Review – Moon Over Soho by Ben Aaronovitch

Hi,

Right after finishing Rivers of London, I had to continue with book number two in Ben Aaronovitch‘ Peter Grant series, Moon Over Soho. And here is what I think about it.

Moon Over Soho
Image provided by Orion Publishing Group¹
Synopsis quoted from Orion Publishing Group¹:

I was my dad’s vinyl-wallah: I changed his records while he lounged around drinking tea, and that’s how I know my Argo from my Tempo. And it’s why, when Dr Walid called me to the morgue to listen to a corpse, I recognised the tune it was playing. Something violently supernatural had happened to the victim, strong enough to leave its imprint like a wax cylinder recording. Cyrus Wilkinson, part-time jazz saxophonist and full-time accountant, had apparently dropped dead of a heart attack just after finishing a gig in a Soho jazz club. He wasn’t the first.

No one was going to let me exhume corpses to see if they were playing my tune, so it was back to old-fashioned legwork, starting in Soho, the heart of the scene. I didn’t trust the lovely Simone, Cyrus’ ex-lover, professional jazz kitten and as inviting as a Rubens’ portrait, but I needed her help: there were monsters stalking Soho, creatures feeding off that special gift that separates the great musician from someone who can raise a decent tune. What they take is beauty. What they leave behind is sickness, failure and broken lives.

And as I hunted them, my investigation got tangled up in another story: a brilliant trumpet player, Richard ‘Lord’ Grant – my father – who managed to destroy his own career, twice. That’s the thing about policing: most of the time you’re doing it to maintain public order. Occasionally you’re doing it for justice. And maybe once in a career, you’re doing it for revenge.

My Thoughts:

In Moon Over Soho, we’re back in present-day London and author Ben Aaronovitch still helps us to create vivid images of the book’s setting in our minds. However, the history and architecture that impressed me in Rivers of London now fade into the background.

My favorite character shares this fate. In Moon Over Soho, Inspector Nightingale is a secondary character like many others in the book. Most of the time, he stands on the sidelines and doesn’t even watch what’s going on around the main character Peter Grant, who slowly turns into a testosterone-driven guy, unable to think clearly.

The plot of Moon Over Soho is quite engaging with an unhurried pace. The book picks up right where Rivers of London left off and it doesn’t flood you with information that you already have if you’ve read Rivers. If you aren’t that big a fan of Inspector Nightingale and historical facts, I’m sure this book will please you. For me, these two are important elements that make the series worthwhile. Moon Over Soho is a solid read, but cannot live up to Rivers of London.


**Problem to work on:** Look through the lines below; wherever the word "novelty" appears, copy that line.

(Data excerpts)
****************

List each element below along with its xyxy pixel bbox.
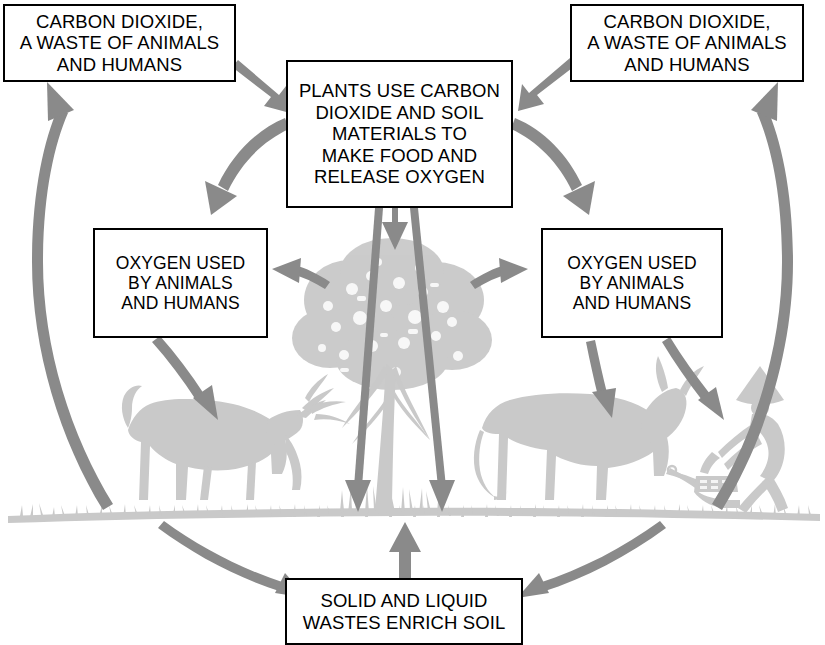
box-oxygen-used-right-text: OXYGEN USED BY ANIMALS AND HUMANS bbox=[567, 253, 696, 314]
carbon-oxygen-cycle-diagram: CARBON DIOXIDE, A WASTE OF ANIMALS AND H… bbox=[0, 0, 825, 645]
box-oxygen-used-left-text: OXYGEN USED BY ANIMALS AND HUMANS bbox=[116, 253, 245, 314]
box-wastes-enrich-soil-text: SOLID AND LIQUID WASTES ENRICH SOIL bbox=[303, 590, 506, 633]
box-oxygen-used-right: OXYGEN USED BY ANIMALS AND HUMANS bbox=[541, 228, 723, 338]
box-plants-photosynthesis: PLANTS USE CARBON DIOXIDE AND SOIL MATER… bbox=[286, 60, 513, 208]
box-carbon-dioxide-right: CARBON DIOXIDE, A WASTE OF ANIMALS AND H… bbox=[570, 4, 804, 82]
box-plants-photosynthesis-text: PLANTS USE CARBON DIOXIDE AND SOIL MATER… bbox=[299, 80, 500, 187]
box-carbon-dioxide-right-text: CARBON DIOXIDE, A WASTE OF ANIMALS AND H… bbox=[587, 11, 787, 75]
box-carbon-dioxide-left: CARBON DIOXIDE, A WASTE OF ANIMALS AND H… bbox=[3, 4, 236, 82]
box-carbon-dioxide-left-text: CARBON DIOXIDE, A WASTE OF ANIMALS AND H… bbox=[20, 11, 220, 75]
box-wastes-enrich-soil: SOLID AND LIQUID WASTES ENRICH SOIL bbox=[285, 578, 523, 645]
box-oxygen-used-left: OXYGEN USED BY ANIMALS AND HUMANS bbox=[93, 228, 268, 338]
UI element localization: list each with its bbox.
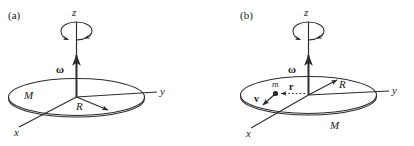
axis-label-y-b: y [392, 85, 397, 96]
axis-label-x-b: x [246, 128, 251, 139]
panel-a-label: (a) [8, 10, 20, 21]
omega-label-b: ω [288, 64, 296, 75]
axis-label-z-a: z [72, 7, 76, 18]
physics-figure: (a) z ω M R y x (b) z ω m v r R y M x [0, 0, 414, 146]
disk-rim-b [241, 98, 377, 115]
radius-label-b: R [339, 79, 346, 90]
velocity-label-b: v [254, 94, 259, 104]
mass-label-a: M [24, 90, 33, 101]
omega-label-a: ω [56, 64, 64, 75]
panel-b-graphics [241, 22, 390, 128]
x-axis-b [251, 95, 309, 128]
velocity-vector-b [263, 94, 276, 106]
panel-b-label: (b) [240, 10, 253, 21]
axis-label-x-a: x [14, 127, 19, 138]
mass-label-b: M [330, 120, 339, 131]
axis-label-z-b: z [304, 7, 308, 18]
position-label-b: r [289, 82, 293, 92]
point-mass-label-b: m [272, 80, 279, 89]
radius-label-a: R [76, 101, 83, 112]
axis-label-y-a: y [160, 86, 165, 97]
radius-arrow-b [309, 80, 338, 95]
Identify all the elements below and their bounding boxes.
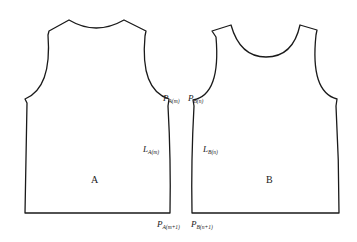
point-p-a-m: PA(m) xyxy=(162,93,180,105)
line-l-b-n: LB(n) xyxy=(202,144,218,156)
line-l-a-m: LA(m) xyxy=(142,144,159,156)
point-p-b-n-plus-1: PB(n+1) xyxy=(190,219,213,231)
point-p-b-n: PB(n) xyxy=(187,93,203,105)
piece-a-label: A xyxy=(91,174,99,185)
point-p-a-m-plus-1: PA(m+1) xyxy=(156,219,180,231)
garment-pattern-diagram: A PA(m) LA(m) PA(m+1) B PB(n) LB(n) PB(n… xyxy=(0,0,357,242)
piece-b-label: B xyxy=(266,174,273,185)
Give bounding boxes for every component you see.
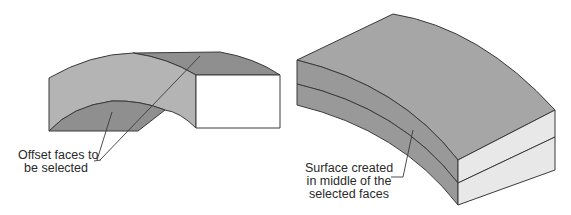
left-callout-label: Offset faces to be selected — [18, 149, 88, 175]
left-callout-line-2: be selected — [18, 162, 88, 175]
right-callout-label: Surface created in middle of the selecte… — [300, 162, 398, 201]
right-callout-line-3: selected faces — [300, 188, 398, 201]
diagram-canvas — [0, 0, 571, 215]
left-end-face — [196, 75, 280, 128]
left-solid — [49, 52, 280, 131]
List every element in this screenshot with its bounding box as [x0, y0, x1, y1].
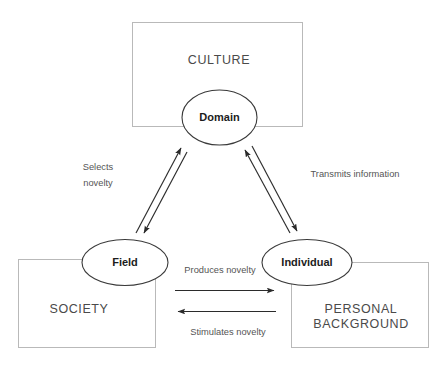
diagram-canvas: CULTURE SOCIETY PERSONAL BACKGROUND Sele…: [0, 0, 446, 366]
domain-node-group: Domain: [182, 90, 257, 145]
individual-to-domain-arrow: [245, 150, 290, 233]
selects-novelty-label-line2: novelty: [83, 178, 113, 188]
domain-node-label: Domain: [199, 111, 240, 123]
personal-background-box-label-line2: BACKGROUND: [313, 317, 409, 331]
produces-novelty-label: Produces novelty: [184, 265, 256, 275]
domain-to-field-arrow: [144, 152, 187, 233]
stimulates-novelty-connector: Stimulates novelty: [178, 312, 276, 338]
personal-background-box-label-line1: PERSONAL: [325, 302, 398, 316]
field-node-label: Field: [112, 256, 138, 268]
individual-node-group: Individual: [262, 240, 352, 286]
produces-novelty-connector: Produces novelty: [175, 265, 274, 290]
transmits-information-label: Transmits information: [310, 169, 399, 179]
transmits-information-connector: Transmits information: [245, 146, 400, 233]
field-to-domain-arrow: [136, 148, 181, 233]
individual-node-label: Individual: [281, 256, 332, 268]
stimulates-novelty-label: Stimulates novelty: [190, 327, 266, 337]
systems-model-diagram: CULTURE SOCIETY PERSONAL BACKGROUND Sele…: [0, 0, 446, 366]
society-box-label: SOCIETY: [49, 302, 108, 316]
culture-box-label: CULTURE: [188, 53, 250, 67]
domain-to-individual-arrow: [252, 146, 297, 231]
field-node-group: Field: [82, 240, 168, 286]
selects-novelty-label-line1: Selects: [83, 162, 114, 172]
selects-novelty-connector: Selects novelty: [83, 148, 187, 233]
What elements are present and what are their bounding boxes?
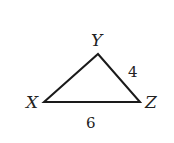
vertex-label-z: Z [144, 92, 158, 112]
triangle-xyz [44, 54, 140, 102]
side-label-yz: 4 [128, 63, 138, 81]
vertex-label-y: Y [91, 30, 104, 50]
triangle-diagram: X Y Z 4 6 [0, 0, 174, 143]
vertex-label-x: X [24, 92, 39, 112]
side-label-xz: 6 [86, 114, 96, 132]
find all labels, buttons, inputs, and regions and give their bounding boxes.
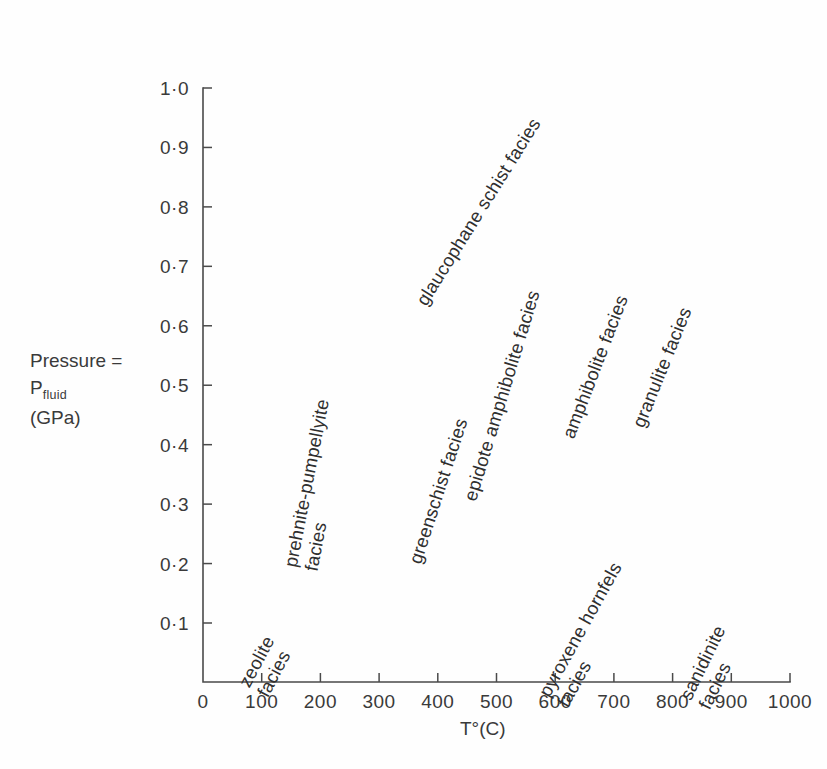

****************

**Answer section:**
selects-novelty-label-line2: novelty: [83, 178, 113, 188]
produces-novelty-label: Produces novelty: [184, 265, 256, 275]
stimulates-novelty-connector: Stimulates novelty: [178, 312, 276, 338]
produces-novelty-connector: Produces novelty: [175, 265, 274, 290]
stimulates-novelty-label: Stimulates novelty: [190, 327, 266, 337]
selects-novelty-label-line1: Selects: [83, 162, 114, 172]
selects-novelty-connector: Selects novelty: [83, 148, 187, 233]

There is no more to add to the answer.